This
week I had an important relationship broken.
I confided a lot of personal information to someone, and that person
betrayed my trust. I won’t get into who
it was (though people know him as my former health coach, whose first name can
be found in the title of “Peter Pan”, and whose last name starts with “K” Fitness), but
let’s just say that I told him things in private, and he passed them around
like a joint in a dorm room at NYU.
Needless
to say, I was devastated, but I was also at a complete loss. Having never been such a bad judge of
character, my life has been filled with amazing friends, and a husband who is
trusting, caring, and simply the best friend anyone could ask for. I simply am not used to being screwed by
someone within my immediate circle. So,
I had no defense against.
My
first reaction was to act like a teenager whose parents have forbidden her to
go to prom, so she retaliates by escaping through her bedroom window, shimming
down the drain pipe, and then running off to prom to meet up with the guy who
later that night will get her drunk and pregnant, just to show her parents
whose in charge. No, I have no plans to
get pregnant (or drunk, actually), but my initial thought was to eat an entire
cheese cake and chase it with a box or two of Girl Scout Cookies.
But
then I thought about it: for the last 4 years I’ve been losing weight and
keeping it off. I’ve learned to fix my
mood with a workout, a hug from my kids, an email to a distant friend. I know that Girl Scout Cookies are delicious
(and to whoever invented “Thin Mints”, you are an evil genius and I tip my hat
to you), but eating a box won’t fix the trust that had been destroyed.
So,
I had to come up with a new tactic. I
thought of a line my mom once said to me: “Living better is the best revenge.” Now, since my dear mother has been divorced
almost 40 years and is still a little bitter about it, I usually take her
advice with a grain of salt. This time,
though, I think about her line, and decide she’s right.
For
the last several weeks, I’ve been unable to run or workout intensely. Though I’ve stayed within my goal weight
range, I’ve been dancing dangerously close to the edge of it. So, I decide that this week is the perfect
time to take control. Someone else
betrayed my trust, so what better time than now to learn to trust myself.
First,
I worked on my food. I’ve tracked my
food for years, but I admit I’ve gotten lazy.
Weight Watchers uses points instead of calories, and fruit has a 0 point
value, so I don’t always write it down.
This week, though, I did. When I
was hungry for a snack, I drank a glass of water first, and sometimes it did
the trick. If it didn’t, then I knew I
was truly hungry and then chose an apple instead of a piece of chocolate.
Then
I went after my fitness. As the betrayer
was the person who taught me all about resistance bands, I first looked at them
with strong disdain. But then I realized
that was like getting stabbed and deciding that it was the fault of the knife
and not the assailant. So, I reworked my
resistance band routine to include exercises from my cardio sculpt class that I
take at the gym and absolutely love. I
also went back to that class for the first time since I hurt my foot back in
early February. And not that class was
tough, but I took it two days ago and my abs still hurt just sitting here
typing.
Friday
morning I went to my Weight Watcher meeting and stepped on the scale. The receptionist told me I was down 1.8
pounds. I smiled for so long afterwards that
my cheeks hurt.
I’ll
be honest. I learned a lot from the
person who caused my week to be so tough.
I learned how to eat well and exercise.
But he had to completely screw me over for me to realize the one thing
that he never taught me: trust myself.
This
week was ridiculously hard. My personal
story was shared without my consent, and I spent part of the week feeling like
I strutted down 5th Avenue in Manhattan completely naked (I know lots
of folks don’t mind that, but I’m a data analyst: we’re not that bold). But I learned that I can trust myself and I
know what I’m doing. Like Dickens said, “It
was the best of times, it was the worst of times.”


*THE PROBLEM*
Report, as a single figure, how many lines in the records below include "zones".

BEGIN RECORDS FOR THE TASK

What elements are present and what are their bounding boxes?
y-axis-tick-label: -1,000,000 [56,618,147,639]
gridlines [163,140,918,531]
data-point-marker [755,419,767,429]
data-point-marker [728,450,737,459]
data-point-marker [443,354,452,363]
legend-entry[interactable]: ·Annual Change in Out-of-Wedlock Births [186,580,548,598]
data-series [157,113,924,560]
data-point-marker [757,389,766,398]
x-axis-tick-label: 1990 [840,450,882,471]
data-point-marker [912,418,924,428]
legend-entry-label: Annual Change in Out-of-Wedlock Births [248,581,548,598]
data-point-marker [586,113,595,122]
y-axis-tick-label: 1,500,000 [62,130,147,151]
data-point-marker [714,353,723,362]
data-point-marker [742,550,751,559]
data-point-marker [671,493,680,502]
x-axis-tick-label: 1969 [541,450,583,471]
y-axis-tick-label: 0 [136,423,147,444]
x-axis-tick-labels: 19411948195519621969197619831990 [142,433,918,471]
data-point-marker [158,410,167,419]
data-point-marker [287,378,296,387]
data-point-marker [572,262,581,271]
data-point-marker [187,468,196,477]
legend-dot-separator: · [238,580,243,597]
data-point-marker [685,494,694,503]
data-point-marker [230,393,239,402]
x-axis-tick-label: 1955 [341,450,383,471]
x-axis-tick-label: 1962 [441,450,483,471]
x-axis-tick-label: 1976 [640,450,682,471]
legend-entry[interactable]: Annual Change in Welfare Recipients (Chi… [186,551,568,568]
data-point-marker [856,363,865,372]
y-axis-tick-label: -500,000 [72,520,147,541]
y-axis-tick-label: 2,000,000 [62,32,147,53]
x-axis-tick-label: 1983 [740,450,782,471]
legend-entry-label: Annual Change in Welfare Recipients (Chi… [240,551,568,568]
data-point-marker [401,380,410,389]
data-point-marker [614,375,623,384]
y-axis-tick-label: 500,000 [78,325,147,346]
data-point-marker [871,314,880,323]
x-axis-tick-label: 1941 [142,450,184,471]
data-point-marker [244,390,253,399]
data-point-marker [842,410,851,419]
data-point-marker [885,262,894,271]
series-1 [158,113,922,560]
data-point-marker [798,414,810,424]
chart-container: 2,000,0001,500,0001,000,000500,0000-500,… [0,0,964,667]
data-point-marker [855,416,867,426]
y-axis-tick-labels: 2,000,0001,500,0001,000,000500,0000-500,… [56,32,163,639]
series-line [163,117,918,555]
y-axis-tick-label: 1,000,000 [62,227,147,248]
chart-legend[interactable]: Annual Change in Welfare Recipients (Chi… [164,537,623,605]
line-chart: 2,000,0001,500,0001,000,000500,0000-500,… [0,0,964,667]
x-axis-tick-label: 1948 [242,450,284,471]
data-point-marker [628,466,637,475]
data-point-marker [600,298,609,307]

END RECORDS FOR THE TASK
BEGIN RECORDS FOR THE TASK

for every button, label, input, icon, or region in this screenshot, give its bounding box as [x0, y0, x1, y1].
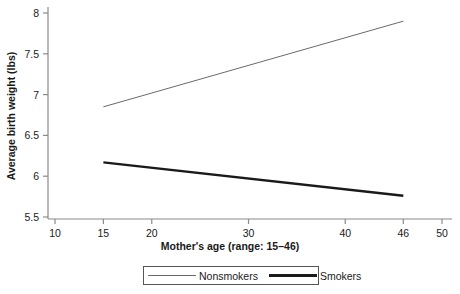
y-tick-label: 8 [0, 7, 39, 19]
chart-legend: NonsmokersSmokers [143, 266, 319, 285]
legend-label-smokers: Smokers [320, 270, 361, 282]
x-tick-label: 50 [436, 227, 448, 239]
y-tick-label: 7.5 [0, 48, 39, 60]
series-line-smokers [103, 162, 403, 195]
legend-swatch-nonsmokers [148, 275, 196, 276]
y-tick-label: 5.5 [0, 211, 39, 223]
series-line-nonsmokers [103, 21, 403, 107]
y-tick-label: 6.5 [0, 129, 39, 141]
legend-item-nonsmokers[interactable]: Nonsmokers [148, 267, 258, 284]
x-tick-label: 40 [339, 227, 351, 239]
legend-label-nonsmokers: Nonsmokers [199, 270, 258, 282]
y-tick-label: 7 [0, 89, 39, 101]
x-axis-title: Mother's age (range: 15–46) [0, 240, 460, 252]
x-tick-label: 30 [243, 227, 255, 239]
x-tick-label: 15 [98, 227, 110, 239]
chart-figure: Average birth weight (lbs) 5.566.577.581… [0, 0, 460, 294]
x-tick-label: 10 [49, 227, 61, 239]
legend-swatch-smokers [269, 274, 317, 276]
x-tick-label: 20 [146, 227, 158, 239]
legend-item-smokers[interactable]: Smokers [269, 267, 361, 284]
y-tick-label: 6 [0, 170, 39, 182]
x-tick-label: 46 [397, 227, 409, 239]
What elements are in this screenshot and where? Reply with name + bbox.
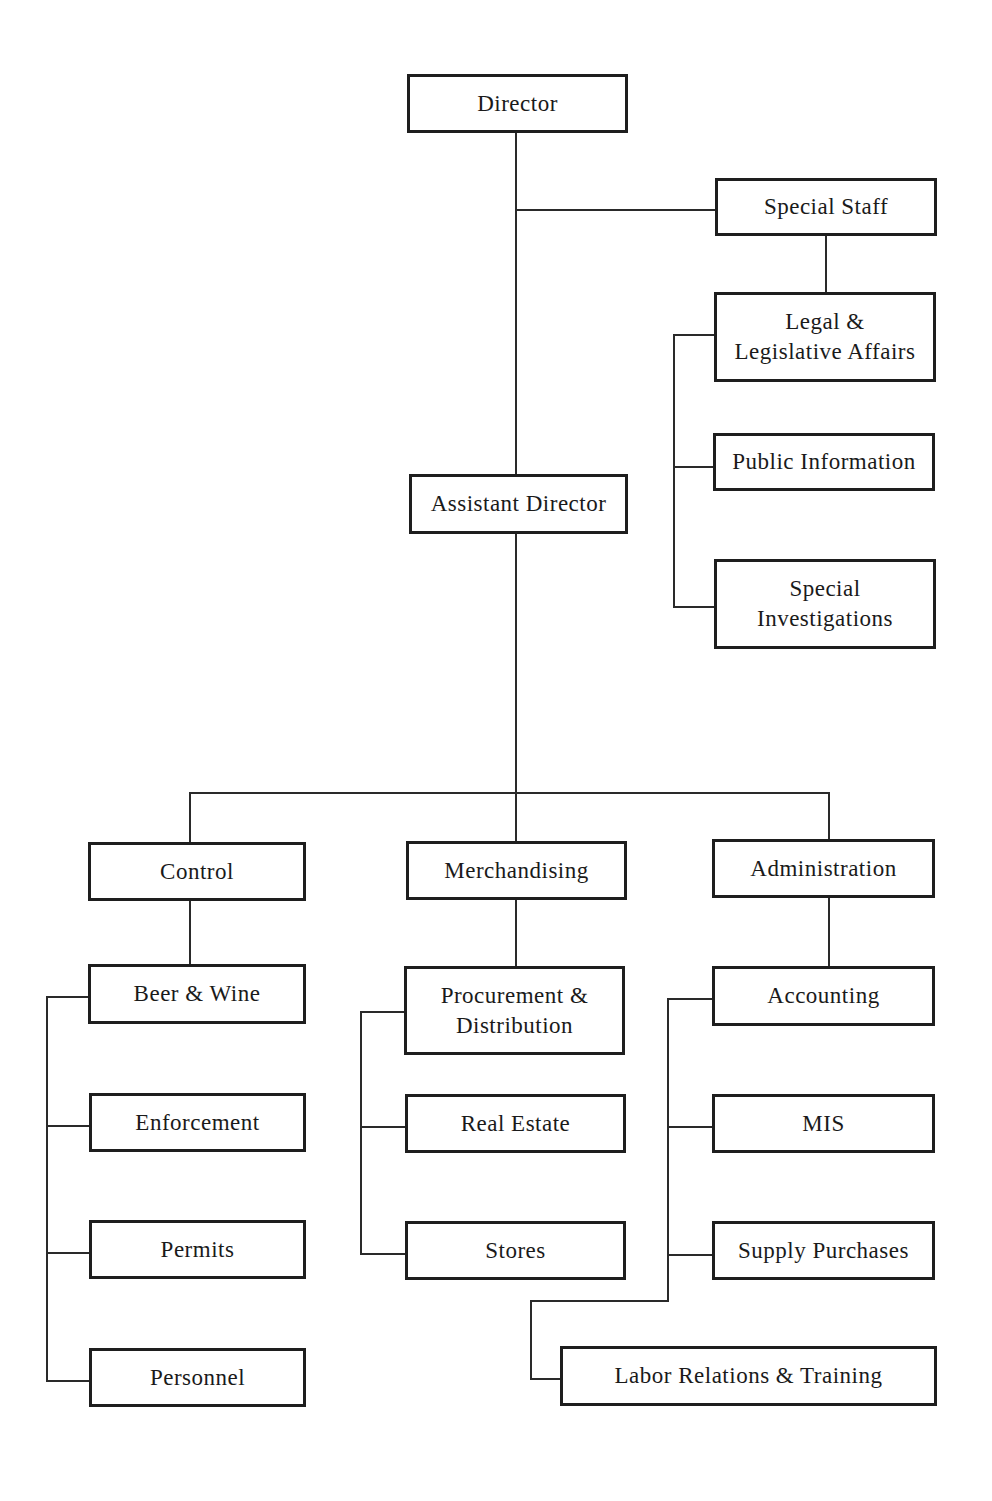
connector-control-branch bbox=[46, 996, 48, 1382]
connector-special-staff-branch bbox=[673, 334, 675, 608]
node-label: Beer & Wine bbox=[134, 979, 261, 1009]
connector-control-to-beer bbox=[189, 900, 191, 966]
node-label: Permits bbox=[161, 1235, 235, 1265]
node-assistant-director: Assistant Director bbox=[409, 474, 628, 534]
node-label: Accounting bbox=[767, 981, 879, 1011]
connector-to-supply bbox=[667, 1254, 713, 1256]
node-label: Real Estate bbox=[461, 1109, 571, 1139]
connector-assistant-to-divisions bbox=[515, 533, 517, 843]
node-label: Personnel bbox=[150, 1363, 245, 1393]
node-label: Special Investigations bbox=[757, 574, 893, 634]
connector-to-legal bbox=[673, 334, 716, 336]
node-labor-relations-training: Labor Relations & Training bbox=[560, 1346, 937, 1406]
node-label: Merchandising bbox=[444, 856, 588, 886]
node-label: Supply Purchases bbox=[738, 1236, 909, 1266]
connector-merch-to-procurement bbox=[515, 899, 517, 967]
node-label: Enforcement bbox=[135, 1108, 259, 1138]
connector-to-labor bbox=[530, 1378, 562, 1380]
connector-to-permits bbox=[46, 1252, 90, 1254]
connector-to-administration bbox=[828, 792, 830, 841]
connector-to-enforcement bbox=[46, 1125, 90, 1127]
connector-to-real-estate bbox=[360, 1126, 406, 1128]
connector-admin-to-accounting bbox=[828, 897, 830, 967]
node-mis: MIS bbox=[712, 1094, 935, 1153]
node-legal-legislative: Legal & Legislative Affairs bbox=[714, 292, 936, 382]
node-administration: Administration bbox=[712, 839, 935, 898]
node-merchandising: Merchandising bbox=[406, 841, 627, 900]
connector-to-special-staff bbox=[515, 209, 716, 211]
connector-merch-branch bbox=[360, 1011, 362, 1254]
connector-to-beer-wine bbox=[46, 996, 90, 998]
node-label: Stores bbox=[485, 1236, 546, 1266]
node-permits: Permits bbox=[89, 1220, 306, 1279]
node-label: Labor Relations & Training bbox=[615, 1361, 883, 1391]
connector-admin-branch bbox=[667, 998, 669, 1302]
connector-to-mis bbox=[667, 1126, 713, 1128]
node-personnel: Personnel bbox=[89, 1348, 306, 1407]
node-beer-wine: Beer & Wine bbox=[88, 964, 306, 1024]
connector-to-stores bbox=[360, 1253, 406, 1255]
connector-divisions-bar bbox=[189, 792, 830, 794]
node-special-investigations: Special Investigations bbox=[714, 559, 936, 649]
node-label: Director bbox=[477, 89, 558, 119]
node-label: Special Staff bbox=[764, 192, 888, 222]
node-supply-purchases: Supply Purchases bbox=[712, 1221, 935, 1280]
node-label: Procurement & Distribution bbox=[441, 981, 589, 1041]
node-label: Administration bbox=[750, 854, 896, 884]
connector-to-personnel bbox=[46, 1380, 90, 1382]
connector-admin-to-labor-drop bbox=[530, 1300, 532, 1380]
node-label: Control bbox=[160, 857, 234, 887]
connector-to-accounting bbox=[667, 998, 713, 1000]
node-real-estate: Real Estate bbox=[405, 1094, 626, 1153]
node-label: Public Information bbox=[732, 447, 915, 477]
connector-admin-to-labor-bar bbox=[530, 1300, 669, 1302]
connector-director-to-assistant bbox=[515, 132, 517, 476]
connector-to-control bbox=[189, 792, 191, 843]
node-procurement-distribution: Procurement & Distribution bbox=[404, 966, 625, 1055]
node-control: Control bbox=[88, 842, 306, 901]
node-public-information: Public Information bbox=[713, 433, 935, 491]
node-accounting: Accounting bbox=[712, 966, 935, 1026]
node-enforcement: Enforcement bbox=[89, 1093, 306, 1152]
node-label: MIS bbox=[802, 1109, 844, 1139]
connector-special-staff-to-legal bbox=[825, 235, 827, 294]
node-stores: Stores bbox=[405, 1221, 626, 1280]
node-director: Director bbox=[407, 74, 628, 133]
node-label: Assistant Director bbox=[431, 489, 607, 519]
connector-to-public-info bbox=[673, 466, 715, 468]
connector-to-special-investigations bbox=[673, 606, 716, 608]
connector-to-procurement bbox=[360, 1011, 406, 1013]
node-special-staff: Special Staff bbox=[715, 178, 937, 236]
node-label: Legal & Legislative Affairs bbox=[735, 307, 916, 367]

END RECORDS FOR THE TASK
BEGIN RECORDS FOR THE TASK

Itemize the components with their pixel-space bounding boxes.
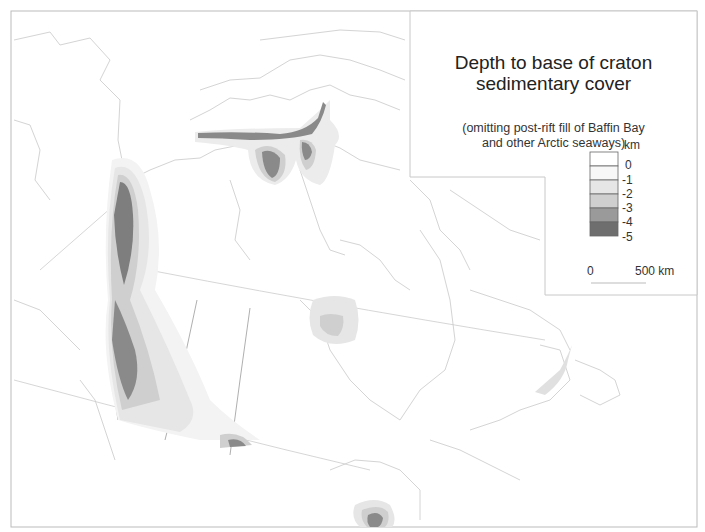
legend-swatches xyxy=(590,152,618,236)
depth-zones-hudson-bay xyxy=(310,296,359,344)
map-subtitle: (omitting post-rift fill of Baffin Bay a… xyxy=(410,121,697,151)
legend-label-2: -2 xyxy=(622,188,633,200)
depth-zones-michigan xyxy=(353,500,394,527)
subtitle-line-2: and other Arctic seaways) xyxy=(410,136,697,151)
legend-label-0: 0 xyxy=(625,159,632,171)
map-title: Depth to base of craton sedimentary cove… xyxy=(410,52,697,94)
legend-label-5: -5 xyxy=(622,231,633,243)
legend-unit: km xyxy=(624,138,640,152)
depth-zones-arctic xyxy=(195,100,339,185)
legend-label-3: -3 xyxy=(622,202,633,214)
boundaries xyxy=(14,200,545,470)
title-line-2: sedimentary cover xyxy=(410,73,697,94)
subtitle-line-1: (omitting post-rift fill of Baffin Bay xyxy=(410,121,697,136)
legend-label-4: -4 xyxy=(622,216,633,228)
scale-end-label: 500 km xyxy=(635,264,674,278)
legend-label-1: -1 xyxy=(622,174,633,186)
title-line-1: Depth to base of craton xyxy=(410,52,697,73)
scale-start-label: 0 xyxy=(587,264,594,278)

END RECORDS FOR THE TASK

*PROBLEM SOLUTION*
3